Amy Edmondson staff headshot

Amy C. Edmondson

Novartis Professor of Leadership and Management, Harvard Business School

aedmondson@hbs.edu

About

Amy C. Edmondson is the Novartis Professor of Leadership and Management at the Harvard Business School, a chair established to support the study of human interactions that lead to the creation of successful enterprises that contribute to the betterment of society.

Edmondson has been recognized by the biannual Thinkers50 global ranking of management thinkers since 2011, and most recently was ranked #1 in 2021; she also received that organization’s Breakthrough Idea Award in 2019, and Talent Award in 2017.  She studies teaming, psychological safety, and organizational learning, and her articles have been published in numerous academic and management outlets, including Administrative Science Quarterly, Academy of Management Journal, Harvard Business Review and California Management Review. Her most recent book, The Fearless Organization: Creating Psychological Safety in the Workplace for Learning, Innovation and Growth (Wiley, 2019), offers a practical guide for organizations serious about success in the modern economy and has been translated into 15 languages.

Her prior books–Teaming: How Organizations Learn, Innovate, and Compete in the Knowledge Economy (Jossey-Bass, 2012), Teaming to Innovate (Jossey-Bass, 2013), and Extreme Teaming (Emerald, 2017)–explore teamwork in dynamic organizational environments. In Building the Future: Big Teaming for Audacious Innovation (Berrett-Koehler, 2016), she examines the challenges and opportunities of teaming across industries to build smart cities. 
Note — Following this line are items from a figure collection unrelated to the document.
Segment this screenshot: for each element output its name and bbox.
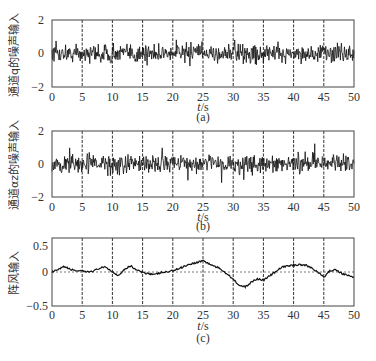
y-tick-c-top: 0.5 — [18, 239, 48, 254]
x-tick-label: 30 — [227, 308, 239, 323]
x-tick-label: 15 — [137, 308, 149, 323]
x-tick-label: 0 — [49, 308, 55, 323]
vertical-grid-c — [82, 238, 324, 306]
x-tick-label: 20 — [167, 308, 179, 323]
x-tick-label: 40 — [288, 308, 300, 323]
x-tick-label: 45 — [318, 308, 330, 323]
panel-c: 阵风输入 0.5 0 −0.5 05101520253035404550 t/s… — [0, 0, 376, 361]
caption-c: (c) — [196, 331, 209, 346]
x-tick-label: 10 — [106, 308, 118, 323]
x-tick-label: 5 — [79, 308, 85, 323]
plot-area-c — [0, 0, 376, 361]
x-tick-label: 50 — [348, 308, 360, 323]
x-tick-label: 35 — [257, 308, 269, 323]
y-tick-c-bot: −0.5 — [18, 299, 48, 314]
y-tick-c-mid: 0 — [18, 265, 48, 280]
Before her academic career, she was Director of Research at Pecos River Learning Centers, where she worked on transformational change in large companies. In the early 1980s, she worked as Chief Engineer for architect/inventor Buckminster Fuller, and her book  A Fuller Explanation: The Synergetic Geometry of R. Buckminster Fuller (Birkauser Boston, 1987) clarifies Fuller’s mathematical contributions for a non-technical audience. Edmondson received her PhD in organizational behavior, AM in psychology, and AB in engineering and design from Harvard University.